CONGRESS

Food-Policy Votes Placed in the Spotlight

Updated: October 24, 2012 | 2:26 p.m.
October 23, 2012 | 9:00 p.m.

Advocates for reforming the nation’s food programs and policies have joined the congressional ratings game, scoring the voting records of every member of the House and Senate on issues ranging from food safety and school lunches to farm subsidies and pesticide regulation.

The first report cards issued by a new coalition called Food Policy Action, posted online on Tuesday evening, appear to be a blessing for one party and a bane for another. All 50 lawmakers who received perfect scores of 100 were Democrats, while all 48 members with scores below 20 were Republicans.

Three House members received ratings of zero: GOP Reps. Mark Amodei of Nevada, Steven Stivers of Ohio, and Robert Turner of New York.

“We’re just the scorekeeper,” said Scott Faber, vice president for government affairs at the Environmental Working Group, one of the leaders of Food Policy Action.

Faber said that the coalition found 39 key votes have been taken on food policy in the current Congress and it scored members on 32 of those votes. Points were awarded to members when they sided with the coalition’s position, including on votes to limit federal subsidies to large commercial farms, to increase funding for school lunches and meals for the poor, to improve food safety, and to maintain conservation programs.

There are many Republicans who received above-average scores from the coalition, especially members from the Northeast and Midwest, including some who cosponsored bipartisan amendments on food policy, Faber added.

For instance, Sen. Lisa Murkowski, R-Alaska, received a rating of 53 and sponsored an amendment to require a federal study of genetically modified salmon before it could be allowed in the food supply. The measure failed in May on a vote of 50-46.

The board of directors for Food Policy Action includes leading advocates for policies that better address hunger, healthy eating, childhood obesity, food safety, consumer awareness, and environmental sustainability, leaders of the group said. They include Tom Colicchio, a celebrity chef and restaurateur; Gary Hirshberg, chairman of Stonyfield Farm; Mia Dell, chief lobbyist for the United Food and Commercial Workers; Michael Jacobson, executive director of the Center for Science in the Public Interest; and Ken Cook, president of the Environmental Working Group.
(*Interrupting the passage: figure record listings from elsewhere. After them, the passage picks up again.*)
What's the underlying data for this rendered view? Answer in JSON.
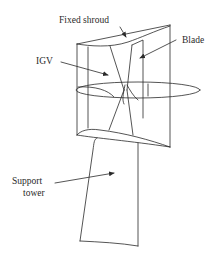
{
  "figure": {
    "type": "diagram",
    "stroke_color": "#2a2a2a",
    "background": "#ffffff"
  },
  "labels": {
    "fixed_shroud": "Fixed shroud",
    "blade": "Blade",
    "igv": "IGV",
    "support_tower_line1": "Support",
    "support_tower_line2": "tower"
  },
  "components": [
    {
      "name": "Fixed shroud",
      "pointer": "top edge of shroud"
    },
    {
      "name": "Blade",
      "pointer": "rotor blade inside shroud"
    },
    {
      "name": "IGV",
      "pointer": "inlet guide vane"
    },
    {
      "name": "Support tower",
      "pointer": "tower below shroud"
    }
  ]
}
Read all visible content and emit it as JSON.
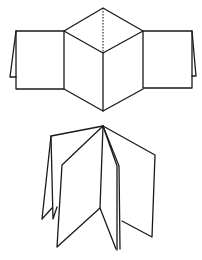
{
  "figures": [
    {
      "id": "unfolded-net",
      "description": "Unfolded accordion book net with central cube-like fold and two side panels with flaps",
      "stroke_color": "#1a1a1a",
      "polylines": [
        "16,31 64,31 64,89 16,89 16,31",
        "16,31 10,77 16,77",
        "64,31 103,8 143,31 103,53 64,31",
        "64,89 103,111 143,89",
        "103,53 103,111",
        "143,31 192,31 192,88 143,88 143,31",
        "192,31 196,76 192,76"
      ],
      "dashed": [
        "103,8 103,53"
      ]
    },
    {
      "id": "folded-book",
      "description": "Folded accordion book standing open with multiple pages fanned from a common spine",
      "stroke_color": "#1a1a1a",
      "polylines": [
        "103,126 51,136 42,219 52,208",
        "51,136 53,219 57,207",
        "103,126 62,165 57,247 100,208 103,126",
        "103,126 119,166 120,249",
        "100,208 116,249",
        "103,126 117,166 117,250",
        "103,126 155,155 152,237 122,221"
      ],
      "dashed": []
    }
  ]
}
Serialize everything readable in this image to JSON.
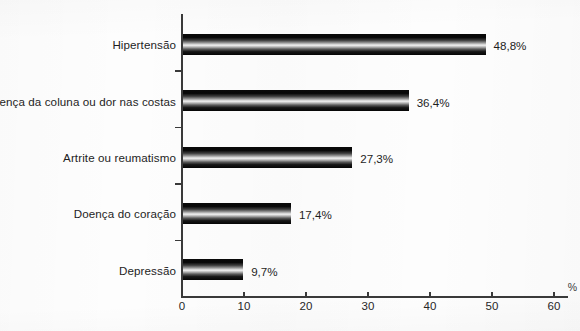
{
  "chart_data": {
    "type": "bar",
    "orientation": "horizontal",
    "title": "",
    "xlabel": "%",
    "ylabel": "",
    "xlim": [
      0,
      60
    ],
    "xticks": [
      0,
      10,
      20,
      30,
      40,
      50,
      60
    ],
    "xticklabels": [
      "0",
      "10",
      "20",
      "30",
      "40",
      "50",
      "60"
    ],
    "grid": false,
    "legend": null,
    "categories": [
      "Hipertensão",
      "Doença da coluna ou dor nas costas",
      "Artrite ou reumatismo",
      "Doença do coração",
      "Depressão"
    ],
    "values": [
      48.8,
      36.4,
      27.3,
      17.4,
      9.7
    ],
    "data_labels": [
      "48,8%",
      "36,4%",
      "27,3%",
      "17,4%",
      "9,7%"
    ]
  },
  "axis": {
    "unit_symbol": "%"
  }
}
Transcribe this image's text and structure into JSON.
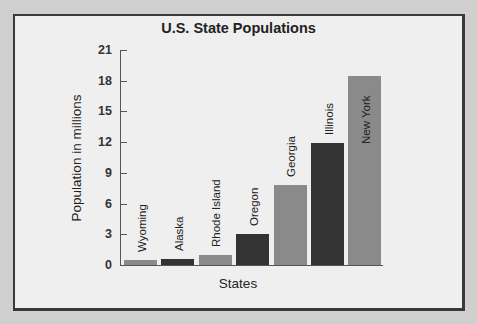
{
  "chart_data": {
    "type": "bar",
    "title": "U.S. State Populations",
    "xlabel": "States",
    "ylabel": "Population in millions",
    "categories": [
      "Wyoming",
      "Alaska",
      "Rhode Island",
      "Oregon",
      "Georgia",
      "Illinois",
      "New York"
    ],
    "values": [
      0.5,
      0.6,
      1.0,
      3.0,
      7.8,
      11.9,
      18.5
    ],
    "bar_colors": [
      "#8a8a8a",
      "#333333",
      "#8a8a8a",
      "#333333",
      "#8a8a8a",
      "#333333",
      "#8a8a8a"
    ],
    "yticks": [
      0,
      3,
      6,
      9,
      12,
      15,
      18,
      21
    ],
    "ylim": [
      0,
      21
    ],
    "grid": false,
    "legend": null
  },
  "title": "U.S. State Populations",
  "xlabel": "States",
  "ylabel": "Population in millions"
}
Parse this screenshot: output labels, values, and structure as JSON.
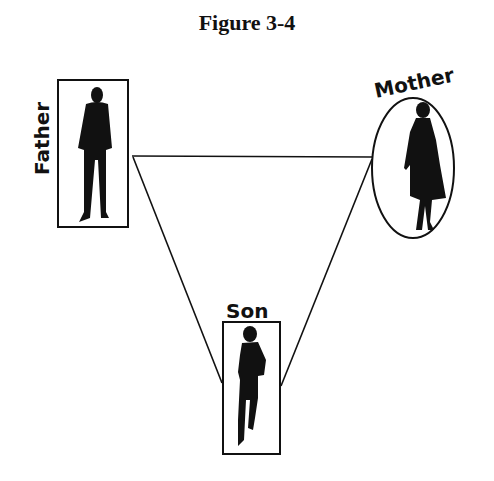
{
  "figure": {
    "title": "Figure 3-4",
    "nodes": [
      {
        "id": "father",
        "label": "Father",
        "shape": "rectangle",
        "position": "top-left"
      },
      {
        "id": "mother",
        "label": "Mother",
        "shape": "ellipse",
        "position": "top-right"
      },
      {
        "id": "son",
        "label": "Son",
        "shape": "rectangle",
        "position": "bottom-center"
      }
    ],
    "edges": [
      {
        "from": "father",
        "to": "mother"
      },
      {
        "from": "father",
        "to": "son"
      },
      {
        "from": "mother",
        "to": "son"
      }
    ],
    "colors": {
      "ink": "#111111",
      "background": "#ffffff"
    }
  }
}
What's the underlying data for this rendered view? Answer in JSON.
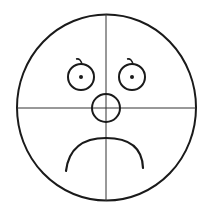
{
  "figure": {
    "stroke_color": "#1a1a1a",
    "guide_color": "#333333",
    "background": "#ffffff"
  },
  "shapes": {
    "head": {
      "cx": 106.5,
      "cy": 107.5,
      "rx": 89.5,
      "ry": 93
    },
    "vertical_guide": {
      "x": 106,
      "y1": 14,
      "y2": 201
    },
    "horizontal_guide": {
      "y": 108,
      "x1": 17,
      "x2": 196
    },
    "left_eye": {
      "cx": 81,
      "cy": 77,
      "r": 13,
      "pupil_r": 2
    },
    "right_eye": {
      "cx": 132,
      "cy": 77,
      "r": 13,
      "pupil_r": 2
    },
    "nose": {
      "cx": 106,
      "cy": 108,
      "rx": 14,
      "ry": 14
    },
    "mouth": {
      "path": "M 66 171 Q 70 138 106 138 Q 142 138 143 168"
    }
  }
}
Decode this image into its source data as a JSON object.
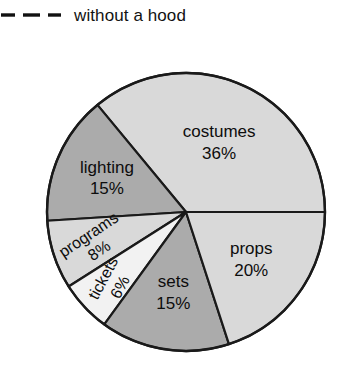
{
  "legend": {
    "line_style": "dashed",
    "dash_segments": 3,
    "label": "without a hood",
    "color": "#111111"
  },
  "chart_data": {
    "type": "pie",
    "title": "",
    "subtitle": "",
    "xlabel": "",
    "ylabel": "",
    "legend_position": "top-left",
    "grid": false,
    "units": "percent",
    "total": 100,
    "categories": [
      "costumes",
      "props",
      "sets",
      "tickets",
      "programs",
      "lighting"
    ],
    "values": [
      36,
      20,
      15,
      6,
      8,
      15
    ],
    "labels": [
      "costumes",
      "props",
      "sets",
      "tickets",
      "programs",
      "lighting"
    ],
    "value_labels": [
      "36%",
      "20%",
      "15%",
      "6%",
      "8%",
      "15%"
    ],
    "colors": [
      "#d9d9d9",
      "#d9d9d9",
      "#ababab",
      "#f2f2f2",
      "#d9d9d9",
      "#ababab"
    ],
    "stroke_color": "#1a1a1a",
    "start_angle_deg": 0,
    "direction": "counterclockwise",
    "slices": [
      {
        "name": "costumes",
        "percent": 36,
        "value_label": "36%",
        "fill": "#d9d9d9",
        "label_rotation_deg": 0
      },
      {
        "name": "lighting",
        "percent": 15,
        "value_label": "15%",
        "fill": "#ababab",
        "label_rotation_deg": 0
      },
      {
        "name": "programs",
        "percent": 8,
        "value_label": "8%",
        "fill": "#d9d9d9",
        "label_rotation_deg": -34
      },
      {
        "name": "tickets",
        "percent": 6,
        "value_label": "6%",
        "fill": "#f2f2f2",
        "label_rotation_deg": -62
      },
      {
        "name": "sets",
        "percent": 15,
        "value_label": "15%",
        "fill": "#ababab",
        "label_rotation_deg": 0
      },
      {
        "name": "props",
        "percent": 20,
        "value_label": "20%",
        "fill": "#d9d9d9",
        "label_rotation_deg": 0
      }
    ]
  },
  "geometry": {
    "center_x": 186,
    "center_y": 212,
    "radius": 139
  }
}
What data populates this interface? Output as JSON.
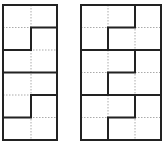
{
  "diagram": {
    "colors": {
      "background": "#ffffff",
      "bold_line": "#222222",
      "dashed_line": "#aaaaaa"
    },
    "left_grid": {
      "columns": 2,
      "rows": 6,
      "x": 3,
      "y": 5,
      "width": 54,
      "height": 135
    },
    "right_grid": {
      "columns": 3,
      "rows": 6,
      "x": 81,
      "y": 5,
      "width": 80,
      "height": 135
    }
  }
}
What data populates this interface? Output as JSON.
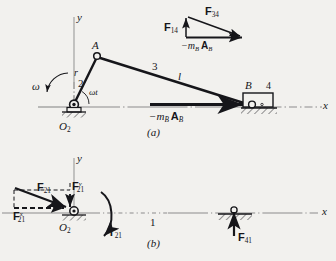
{
  "figure": {
    "caption_a": "(a)",
    "caption_b": "(b)"
  },
  "diagram_a": {
    "axis_y": "y",
    "axis_x": "x",
    "joint_a": "A",
    "joint_b": "B",
    "ground_pivot": "O",
    "ground_pivot_sub": "2",
    "crank_length": "r",
    "crank_number": "2",
    "coupler_number": "3",
    "coupler_length": "l",
    "slider_number": "4",
    "omega": "ω",
    "angle": "ωt",
    "inertia_force_prefix": "−m",
    "inertia_force_sub1": "B",
    "inertia_force_vec": "A",
    "inertia_force_sub2": "B"
  },
  "force_triangle": {
    "f14_label": "F",
    "f14_sub": "14",
    "f34_label": "F",
    "f34_sub": "34",
    "base_prefix": "−m",
    "base_sub1": "B",
    "base_vec": "A",
    "base_sub2": "B"
  },
  "diagram_b": {
    "axis_y": "y",
    "axis_x": "x",
    "ground_pivot": "O",
    "ground_pivot_sub": "2",
    "ground_link_number": "1",
    "f21_label": "F",
    "f21_sub": "21",
    "f21y_label": "F",
    "f21y_sub": "21",
    "f21y_sup": "y",
    "f21x_label": "F",
    "f21x_sub": "21",
    "f21x_sup": "x",
    "torque_label": "T",
    "torque_sub": "21",
    "f41_label": "F",
    "f41_sub": "41"
  },
  "colors": {
    "ink": "#16161a",
    "axis": "#8b8b8b",
    "background": "#f2f1ee"
  }
}
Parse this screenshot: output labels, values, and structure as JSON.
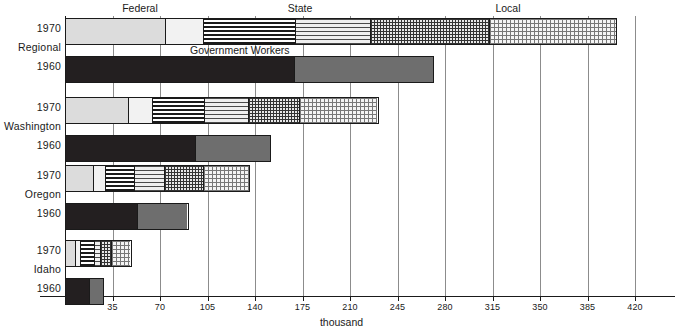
{
  "chart_data": {
    "type": "bar",
    "orientation": "horizontal",
    "title": "",
    "xlabel": "thousand",
    "ylabel": "",
    "xlim": [
      0,
      430
    ],
    "xticks": [
      35,
      70,
      105,
      140,
      175,
      210,
      245,
      280,
      315,
      350,
      385,
      420
    ],
    "xtick_labels": [
      "35",
      "70",
      "105",
      "140",
      "175",
      "210",
      "245",
      "280",
      "315",
      "350",
      "385",
      "420"
    ],
    "grid": "vertical",
    "legend_position": "top",
    "category_headers": [
      "Federal",
      "State",
      "Local"
    ],
    "annotation": "Government Workers",
    "groups": [
      "Regional",
      "Washington",
      "Oregon",
      "Idaho"
    ],
    "years": [
      "1970",
      "1960"
    ],
    "series": [
      {
        "name": "Federal - civilian",
        "fill": "f-lgray"
      },
      {
        "name": "Federal - military",
        "fill": "f-vlgray"
      },
      {
        "name": "State - education",
        "fill": "f-hdark"
      },
      {
        "name": "State - other",
        "fill": "f-hlight"
      },
      {
        "name": "Local - education",
        "fill": "f-griddark"
      },
      {
        "name": "Local - other",
        "fill": "f-gridlight"
      }
    ],
    "bars": [
      {
        "group": "Regional",
        "year": "1970",
        "total": 407,
        "segments": [
          {
            "series": "Federal - civilian",
            "value": 73,
            "fill": "f-lgray"
          },
          {
            "series": "Federal - military",
            "value": 28,
            "fill": "f-vlgray"
          },
          {
            "series": "State - education",
            "value": 68,
            "fill": "f-hdark"
          },
          {
            "series": "State - other",
            "value": 56,
            "fill": "f-hlight"
          },
          {
            "series": "Local - education",
            "value": 88,
            "fill": "f-griddark"
          },
          {
            "series": "Local - other",
            "value": 94,
            "fill": "f-gridlight"
          }
        ]
      },
      {
        "group": "Regional",
        "year": "1960",
        "total": 272,
        "segments": [
          {
            "series": "Federal",
            "value": 169,
            "fill": "f-black"
          },
          {
            "series": "State and Local",
            "value": 103,
            "fill": "f-mgray"
          }
        ]
      },
      {
        "group": "Washington",
        "year": "1970",
        "total": 231,
        "segments": [
          {
            "series": "Federal - civilian",
            "value": 46,
            "fill": "f-lgray"
          },
          {
            "series": "Federal - military",
            "value": 18,
            "fill": "f-vlgray"
          },
          {
            "series": "State - education",
            "value": 38,
            "fill": "f-hdark"
          },
          {
            "series": "State - other",
            "value": 33,
            "fill": "f-hlight"
          },
          {
            "series": "Local - education",
            "value": 38,
            "fill": "f-griddark"
          },
          {
            "series": "Local - other",
            "value": 58,
            "fill": "f-gridlight"
          }
        ]
      },
      {
        "group": "Washington",
        "year": "1960",
        "total": 152,
        "segments": [
          {
            "series": "Federal",
            "value": 96,
            "fill": "f-black"
          },
          {
            "series": "State and Local",
            "value": 56,
            "fill": "f-mgray"
          }
        ]
      },
      {
        "group": "Oregon",
        "year": "1970",
        "total": 136,
        "segments": [
          {
            "series": "Federal - civilian",
            "value": 20,
            "fill": "f-lgray"
          },
          {
            "series": "Federal - military",
            "value": 9,
            "fill": "f-vlgray"
          },
          {
            "series": "State - education",
            "value": 22,
            "fill": "f-hdark"
          },
          {
            "series": "State - other",
            "value": 22,
            "fill": "f-hlight"
          },
          {
            "series": "Local - education",
            "value": 29,
            "fill": "f-griddark"
          },
          {
            "series": "Local - other",
            "value": 34,
            "fill": "f-gridlight"
          }
        ]
      },
      {
        "group": "Oregon",
        "year": "1960",
        "total": 91,
        "segments": [
          {
            "series": "Federal",
            "value": 53,
            "fill": "f-black"
          },
          {
            "series": "State and Local",
            "value": 38,
            "fill": "f-mgray"
          }
        ]
      },
      {
        "group": "Idaho",
        "year": "1970",
        "total": 49,
        "segments": [
          {
            "series": "Federal - civilian",
            "value": 7,
            "fill": "f-lgray"
          },
          {
            "series": "Federal - military",
            "value": 4,
            "fill": "f-vlgray"
          },
          {
            "series": "State - education",
            "value": 10,
            "fill": "f-hdark"
          },
          {
            "series": "State - other",
            "value": 5,
            "fill": "f-hlight"
          },
          {
            "series": "Local - education",
            "value": 8,
            "fill": "f-griddark"
          },
          {
            "series": "Local - other",
            "value": 15,
            "fill": "f-gridlight"
          }
        ]
      },
      {
        "group": "Idaho",
        "year": "1960",
        "total": 29,
        "segments": [
          {
            "series": "Federal",
            "value": 18,
            "fill": "f-black"
          },
          {
            "series": "State and Local",
            "value": 11,
            "fill": "f-mgray"
          }
        ]
      }
    ]
  },
  "headers": {
    "federal": "Federal",
    "state": "State",
    "local": "Local"
  },
  "annotation": {
    "government_workers": "Government Workers"
  },
  "axis": {
    "title": "thousand"
  },
  "row_labels": {
    "r0": "1970",
    "r1": "1960",
    "r2": "1970",
    "r3": "1960",
    "r4": "1970",
    "r5": "1960",
    "r6": "1970",
    "r7": "1960"
  },
  "group_labels": {
    "g0": "Regional",
    "g1": "Washington",
    "g2": "Oregon",
    "g3": "Idaho"
  },
  "colors": {
    "ink": "#1a1a1a",
    "grid": "#8c8c8c",
    "black_fill": "#231f20",
    "mid_gray_fill": "#6e6e6e",
    "light_gray_fill": "#dcdcdc",
    "very_light_gray_fill": "#f2f2f2"
  }
}
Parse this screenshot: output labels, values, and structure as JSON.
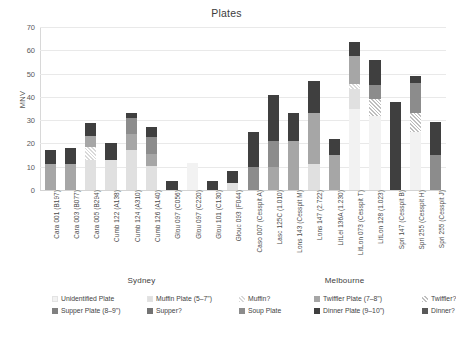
{
  "chart_data": {
    "type": "bar",
    "subtype": "stacked-bar",
    "title": "Plates",
    "xlabel": "",
    "ylabel": "MNV",
    "ylim": [
      0,
      70
    ],
    "yticks": [
      0,
      10,
      20,
      30,
      40,
      50,
      60,
      70
    ],
    "grid": true,
    "legend_position": "bottom",
    "group_labels": [
      "Sydney",
      "Melbourne"
    ],
    "groups": [
      {
        "name": "Sydney",
        "start_index": 0,
        "end_index": 9
      },
      {
        "name": "Melbourne",
        "start_index": 10,
        "end_index": 19
      }
    ],
    "categories": [
      "Cara 001 (B197)",
      "Cara 003 (B077)",
      "Cara 005 (B294)",
      "Cumb 122 (A138)",
      "Cumb 124 (A310)",
      "Cumb 126 (A140)",
      "Glou 097 (C056)",
      "Glou 097 (C220)",
      "Glou 101 (C130)",
      "Glouc 093 (F044)",
      "Caso 007 (Cesspit A)",
      "Lasc 125C (1.010)",
      "Lons 143 (Cesspit M)",
      "Lons 147 (2.722)",
      "LitLei 136A (1.230)",
      "LitLon 073 (Cesspit T)",
      "LitLon 128 (1.023)",
      "Spri 147 (Cesspit B)",
      "Spri 255 (Cesspit H)",
      "Spri 255 (Cesspit J)"
    ],
    "series": [
      {
        "name": "Unidentified Plate",
        "key": "unidentified_plate",
        "color": "#f2f2f2",
        "pattern": "solid",
        "values": [
          0,
          0,
          0,
          0,
          0,
          0,
          0,
          11.5,
          0,
          0,
          0,
          0,
          0,
          0,
          0,
          35,
          32,
          0,
          25,
          0
        ]
      },
      {
        "name": "Muffin Plate (5–7\")",
        "key": "muffin_plate",
        "color": "#e0e0e0",
        "pattern": "solid",
        "values": [
          0,
          0,
          13,
          13,
          17,
          12,
          0,
          0,
          0,
          3,
          0,
          0,
          0,
          11,
          0,
          8.5,
          0,
          0,
          0,
          0
        ]
      },
      {
        "name": "Muffin?",
        "key": "muffin",
        "color": "#d9d9d9",
        "pattern": "hatch",
        "values": [
          0,
          0,
          5.5,
          0,
          0,
          0,
          0,
          0,
          0,
          0,
          0,
          0,
          0,
          0,
          0,
          2,
          0,
          0,
          0,
          0
        ]
      },
      {
        "name": "Twiffler Plate (7–8\")",
        "key": "twiffler_plate",
        "color": "#a6a6a6",
        "pattern": "solid",
        "values": [
          11,
          11,
          4.5,
          0,
          7,
          6,
          0,
          0,
          0,
          0,
          0,
          10,
          21,
          22,
          15,
          12,
          0,
          0,
          0,
          0
        ]
      },
      {
        "name": "Twiffler?",
        "key": "twiffler",
        "color": "#bfbfbf",
        "pattern": "hatch",
        "values": [
          0,
          0,
          0,
          0,
          0,
          0,
          0,
          0,
          0,
          0,
          0,
          0,
          0,
          0,
          0,
          0,
          7,
          0,
          8,
          0
        ]
      },
      {
        "name": "Supper Plate (8–9\")",
        "key": "supper_plate",
        "color": "#808080",
        "pattern": "solid",
        "values": [
          0,
          0,
          0,
          0,
          0,
          0,
          0,
          0,
          0,
          0,
          0,
          0,
          0,
          0,
          0,
          0,
          0,
          0,
          0,
          0
        ]
      },
      {
        "name": "Supper?",
        "key": "supper",
        "color": "#737373",
        "pattern": "solid",
        "values": [
          0,
          0,
          0,
          0,
          0,
          0,
          0,
          0,
          0,
          0,
          0,
          0,
          0,
          0,
          0,
          0,
          0,
          0,
          0,
          0
        ]
      },
      {
        "name": "Soup Plate",
        "key": "soup_plate",
        "color": "#8c8c8c",
        "pattern": "solid",
        "values": [
          0,
          0,
          0,
          0,
          7,
          8,
          0,
          0,
          0,
          0,
          10,
          11,
          0,
          0,
          0,
          0,
          6,
          0,
          13,
          15
        ]
      },
      {
        "name": "Dinner Plate (9–10\")",
        "key": "dinner_plate",
        "color": "#3f3f3f",
        "pattern": "solid",
        "values": [
          6,
          7,
          6,
          7,
          2,
          5,
          4,
          0,
          4,
          5,
          15,
          20,
          12,
          14,
          7,
          6,
          11,
          38,
          3,
          14
        ]
      },
      {
        "name": "Dinner?",
        "key": "dinner",
        "color": "#595959",
        "pattern": "solid",
        "values": [
          0,
          0,
          0,
          0,
          0,
          0,
          0,
          0,
          0,
          0,
          0,
          0,
          0,
          0,
          0,
          0,
          0,
          0,
          0,
          0
        ]
      }
    ],
    "bar_totals": [
      17,
      18,
      29,
      20,
      33,
      27,
      4,
      11.5,
      4,
      8,
      25,
      41,
      33,
      47,
      22,
      63.5,
      56,
      38,
      49,
      29
    ]
  },
  "legend": {
    "items": [
      {
        "label": "Unidentified Plate",
        "key": "unidentified_plate"
      },
      {
        "label": "Muffin Plate (5–7\")",
        "key": "muffin_plate"
      },
      {
        "label": "Muffin?",
        "key": "muffin"
      },
      {
        "label": "Twiffler Plate (7–8\")",
        "key": "twiffler_plate"
      },
      {
        "label": "Twiffler?",
        "key": "twiffler"
      },
      {
        "label": "Supper Plate (8–9\")",
        "key": "supper_plate"
      },
      {
        "label": "Supper?",
        "key": "supper"
      },
      {
        "label": "Soup Plate",
        "key": "soup_plate"
      },
      {
        "label": "Dinner Plate (9–10\")",
        "key": "dinner_plate"
      },
      {
        "label": "Dinner?",
        "key": "dinner"
      }
    ]
  }
}
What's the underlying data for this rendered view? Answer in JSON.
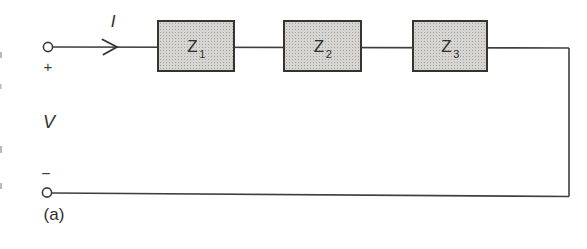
{
  "diagram": {
    "type": "series-impedance-circuit",
    "caption": "(a)",
    "labels": {
      "current": "I",
      "voltage": "V",
      "plus": "+",
      "minus": "−"
    },
    "impedances": [
      {
        "label": "Z",
        "sub": "1"
      },
      {
        "label": "Z",
        "sub": "2"
      },
      {
        "label": "Z",
        "sub": "3"
      }
    ],
    "colors": {
      "background": "#ffffff",
      "wire": "#3e3e3c",
      "box_border": "#35342f",
      "box_fill_base": "#d6d5d2",
      "box_fill_dots": "#a3a29e",
      "text": "#2f2e2c"
    }
  }
}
Dave Murphy, another Food Policy Action board member who founded the grassroots group Food Democracy Now! shortly after the 2008 elections, said the new coalition has been in the works for more than a year.

“A lot of people see there’s a strong movement going now on food policy,” Murphy said. “People care about these issues. I think the healthy-food movement will be overtaking the environmental movement in the next five years” in terms of public involvement, he said.

The “healthy-food movement” is at the top of the election agenda this year in California, where voters will decide Nov. 6 whether to require labeling of foods containing genetically modified crops. The food industry, which fiercely opposes the ballot proposal, is outspending advocates nearly 10-1 in advertising, but Proposition 37 is considered to have a chance of passage.

Food Policy Action is attempting to bring that political activism to Washington with the voting scorecards, which will be released annually, said Oxfam America President Raymond Offenheiser, another coalition board member.

“While many of us have begun voting with our forks, too few of us have been voting with our votes,” Offenheiser said. “That’s about to change. Now, legislators will think twice about casting votes in Congress to protect the narrow interests of well-heeled lobbyists above the will of people in their districts and hungry people around the world.”